East New York Tunnel, Brooklyn
The East New York Tunnel was dug in 1914 during the massive grade-crossing elimination project that elevated or submerged most of the Bay Ridge Line. The tunnel begins just south of Liberty Avenue and passes under the mess at Broadway Junction, including Atlantic Avenue, Fulton Street, Broadway, and Bushwich Avenue before running under the western edge of Evergreen Cemetery and emerging as an elevated line near the corner of Evergreen Avenue and Piling Street.
When the tunnel was created, a platform was built at the south portal between the two easternmost tracks for the East New York Station. The platform was accessed from a stairway leading down from Liberty Avenue over the face of the tunnel entrance. The platform still exists, although it is obscured by vegetation in the photo below.
A photo of the tunnel and platform from 1924 is available HERE.
If the BMT Canarsie Line were dropped into the right-of-way to share tracks with the Circumferential Line south of here, a design decision would need to be made whether to continue the line northward through the East New York tunnel or have it ascend again to the top platform at Broadway Junction. The easier (and cheaper) course of action would probably be to take the subway line up and leave the freight line in the tunnel. But the quieter option would be to use the tunnel and bore a transfer connection at Broadway Junction.
Just to the northeast of the portal to the East New York tunnel is a large abandoned red brick building. LIRR Substation 2 in East New York was one of the five substations built as part of the LIRR's first electrification project around 1905. The substation contained two or three rotary converters for converting 12,000-volt AC that came through from the power house to the 600 volt DC needed for the third rail. It also contained associated transformers, cooling blowers and buses. This was the first application of electricity for surface railroads in the eastern United States. The Hammel substation even contained a massive battery composed of of 300 large chemical tanks that had a 3,200 amp-hour rating and could run the Rockaway Beach Division from Howard for several hours in an emergency. The NY times has a reprint of a nice article on the electrification from 1905 HERE
I haven't been able to find any information online as to when the station was decommissioned or if there are any plans circulating for its demolition or renovation. It obviously has been vacant for some time, likely outmoded by the development of solid state rectifiers that don't need such a massive support facility.
The LIRR has a line on Atlantic Avenue that was originally built in 1836 by the Brooklyn & Jamaica Railroad Company and leased to the LIRR. The line ran between Jamaica and a terminal on the East River, although it was cut back to its present terminus at Flatbush Avenue in the 1870s after resolution of issues regarding the use of steam locomotives within the city of Brooklyn.
The East New York LIRR station is right above the East New York tunnel and if the tunnel platform were reactivated, transfer between the lines would be a fairly simple walk up/down a flight of stairs and across a street.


* _WORK ITEM_: Return each line of the data below that contains the string "mouse".

Figure record extracts:

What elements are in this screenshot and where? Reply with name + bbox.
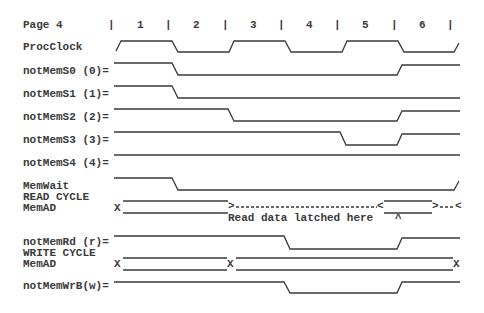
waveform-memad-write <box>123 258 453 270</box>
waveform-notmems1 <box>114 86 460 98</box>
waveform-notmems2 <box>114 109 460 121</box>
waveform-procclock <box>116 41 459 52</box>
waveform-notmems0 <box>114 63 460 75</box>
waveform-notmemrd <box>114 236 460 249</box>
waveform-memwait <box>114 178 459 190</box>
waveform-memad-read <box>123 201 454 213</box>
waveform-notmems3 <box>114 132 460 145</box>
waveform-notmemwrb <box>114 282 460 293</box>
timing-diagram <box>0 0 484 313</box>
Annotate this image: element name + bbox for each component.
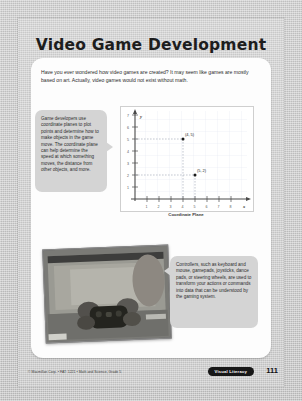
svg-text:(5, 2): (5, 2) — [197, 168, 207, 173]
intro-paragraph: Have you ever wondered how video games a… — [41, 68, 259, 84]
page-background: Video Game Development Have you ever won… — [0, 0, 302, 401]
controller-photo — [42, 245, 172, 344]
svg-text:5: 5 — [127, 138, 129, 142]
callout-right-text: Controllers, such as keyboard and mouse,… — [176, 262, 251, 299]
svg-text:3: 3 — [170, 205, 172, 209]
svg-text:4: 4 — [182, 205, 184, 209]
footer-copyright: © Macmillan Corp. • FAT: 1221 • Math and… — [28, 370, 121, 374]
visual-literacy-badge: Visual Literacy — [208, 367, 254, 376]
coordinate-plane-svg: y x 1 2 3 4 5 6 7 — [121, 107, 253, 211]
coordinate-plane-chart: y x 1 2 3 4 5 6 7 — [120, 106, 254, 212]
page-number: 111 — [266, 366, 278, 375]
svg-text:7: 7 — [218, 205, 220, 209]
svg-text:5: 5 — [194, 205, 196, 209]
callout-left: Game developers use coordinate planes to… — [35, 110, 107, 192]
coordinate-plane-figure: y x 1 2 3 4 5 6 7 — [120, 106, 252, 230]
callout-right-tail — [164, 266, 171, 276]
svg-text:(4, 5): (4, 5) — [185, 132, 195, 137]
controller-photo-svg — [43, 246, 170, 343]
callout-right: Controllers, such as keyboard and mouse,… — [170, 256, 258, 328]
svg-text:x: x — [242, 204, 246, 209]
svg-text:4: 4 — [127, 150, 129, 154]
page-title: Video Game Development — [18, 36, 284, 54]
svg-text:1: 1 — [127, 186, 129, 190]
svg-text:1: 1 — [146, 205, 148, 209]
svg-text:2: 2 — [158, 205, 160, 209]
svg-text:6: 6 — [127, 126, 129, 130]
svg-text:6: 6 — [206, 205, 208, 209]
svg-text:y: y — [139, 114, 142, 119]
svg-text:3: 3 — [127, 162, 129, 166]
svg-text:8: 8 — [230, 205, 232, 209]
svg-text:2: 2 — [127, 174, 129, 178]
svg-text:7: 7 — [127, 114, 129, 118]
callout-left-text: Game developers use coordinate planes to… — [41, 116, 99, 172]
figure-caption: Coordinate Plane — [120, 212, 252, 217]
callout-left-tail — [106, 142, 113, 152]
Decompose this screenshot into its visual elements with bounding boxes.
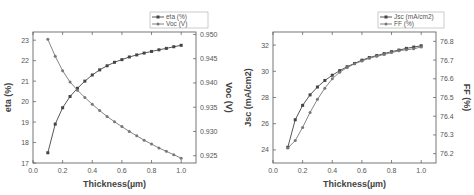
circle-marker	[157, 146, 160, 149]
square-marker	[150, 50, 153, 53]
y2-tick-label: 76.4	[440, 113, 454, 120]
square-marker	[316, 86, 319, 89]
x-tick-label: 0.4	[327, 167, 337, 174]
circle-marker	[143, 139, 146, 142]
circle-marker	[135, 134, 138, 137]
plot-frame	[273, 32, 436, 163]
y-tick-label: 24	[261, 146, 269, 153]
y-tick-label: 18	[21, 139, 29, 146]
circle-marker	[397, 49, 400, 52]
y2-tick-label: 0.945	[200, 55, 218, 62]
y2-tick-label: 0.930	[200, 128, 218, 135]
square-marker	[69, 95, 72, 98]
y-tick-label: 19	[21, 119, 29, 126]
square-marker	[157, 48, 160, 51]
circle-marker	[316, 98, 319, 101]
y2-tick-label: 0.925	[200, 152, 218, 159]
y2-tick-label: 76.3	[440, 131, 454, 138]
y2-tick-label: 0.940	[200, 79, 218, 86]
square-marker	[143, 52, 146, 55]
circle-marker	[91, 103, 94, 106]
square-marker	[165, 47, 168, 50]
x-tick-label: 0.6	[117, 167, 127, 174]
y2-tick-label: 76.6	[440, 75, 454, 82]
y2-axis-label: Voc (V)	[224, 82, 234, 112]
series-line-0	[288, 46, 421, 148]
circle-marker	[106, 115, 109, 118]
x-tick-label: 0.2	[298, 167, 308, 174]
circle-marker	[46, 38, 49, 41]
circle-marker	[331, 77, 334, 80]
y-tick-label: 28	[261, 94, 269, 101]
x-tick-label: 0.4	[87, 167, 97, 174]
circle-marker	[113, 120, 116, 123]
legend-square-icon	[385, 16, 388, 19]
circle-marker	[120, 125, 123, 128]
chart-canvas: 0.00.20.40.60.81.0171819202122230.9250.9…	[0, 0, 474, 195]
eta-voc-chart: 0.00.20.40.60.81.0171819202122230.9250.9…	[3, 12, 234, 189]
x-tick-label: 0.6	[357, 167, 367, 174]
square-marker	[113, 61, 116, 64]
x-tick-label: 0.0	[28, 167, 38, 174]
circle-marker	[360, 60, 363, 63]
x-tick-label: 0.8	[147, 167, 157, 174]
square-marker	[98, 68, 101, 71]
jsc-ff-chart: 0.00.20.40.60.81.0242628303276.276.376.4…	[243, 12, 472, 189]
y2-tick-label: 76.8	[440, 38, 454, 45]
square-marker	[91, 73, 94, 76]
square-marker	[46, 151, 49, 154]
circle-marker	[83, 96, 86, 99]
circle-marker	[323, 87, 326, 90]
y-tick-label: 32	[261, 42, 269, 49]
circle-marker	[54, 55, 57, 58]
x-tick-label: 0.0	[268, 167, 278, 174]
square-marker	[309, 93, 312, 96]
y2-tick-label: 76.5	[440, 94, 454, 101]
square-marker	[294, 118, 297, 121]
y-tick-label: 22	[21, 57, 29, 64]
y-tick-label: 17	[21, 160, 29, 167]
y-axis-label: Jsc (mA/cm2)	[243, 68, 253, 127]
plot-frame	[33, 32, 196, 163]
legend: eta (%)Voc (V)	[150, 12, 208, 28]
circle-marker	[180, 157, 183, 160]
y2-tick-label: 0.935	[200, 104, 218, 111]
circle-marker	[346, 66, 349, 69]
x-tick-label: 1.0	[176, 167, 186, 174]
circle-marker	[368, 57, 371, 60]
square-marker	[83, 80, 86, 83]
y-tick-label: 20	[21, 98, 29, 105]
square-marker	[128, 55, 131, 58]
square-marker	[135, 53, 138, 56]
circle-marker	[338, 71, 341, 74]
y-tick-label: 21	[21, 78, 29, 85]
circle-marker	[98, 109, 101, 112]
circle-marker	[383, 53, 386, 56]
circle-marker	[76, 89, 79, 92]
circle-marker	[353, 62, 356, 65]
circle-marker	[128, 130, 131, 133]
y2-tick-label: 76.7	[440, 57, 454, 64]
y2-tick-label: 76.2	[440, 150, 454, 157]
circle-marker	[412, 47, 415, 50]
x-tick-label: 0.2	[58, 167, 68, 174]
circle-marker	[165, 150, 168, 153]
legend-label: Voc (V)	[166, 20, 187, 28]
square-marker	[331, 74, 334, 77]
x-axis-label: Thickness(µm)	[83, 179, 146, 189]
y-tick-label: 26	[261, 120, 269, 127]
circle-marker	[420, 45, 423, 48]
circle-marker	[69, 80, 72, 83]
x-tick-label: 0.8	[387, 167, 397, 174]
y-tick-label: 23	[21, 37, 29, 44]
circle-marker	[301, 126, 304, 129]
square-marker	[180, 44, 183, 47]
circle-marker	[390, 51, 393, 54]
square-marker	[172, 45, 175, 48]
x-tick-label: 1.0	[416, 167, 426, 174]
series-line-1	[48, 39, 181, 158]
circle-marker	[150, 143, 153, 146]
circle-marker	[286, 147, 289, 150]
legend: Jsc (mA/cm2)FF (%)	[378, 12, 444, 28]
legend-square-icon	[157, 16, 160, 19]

* _SOLUTION BELOW_:
callout-right-text: Controllers, such as keyboard and mouse,… — [176, 262, 251, 299]
callout-right: Controllers, such as keyboard and mouse,… — [170, 256, 258, 328]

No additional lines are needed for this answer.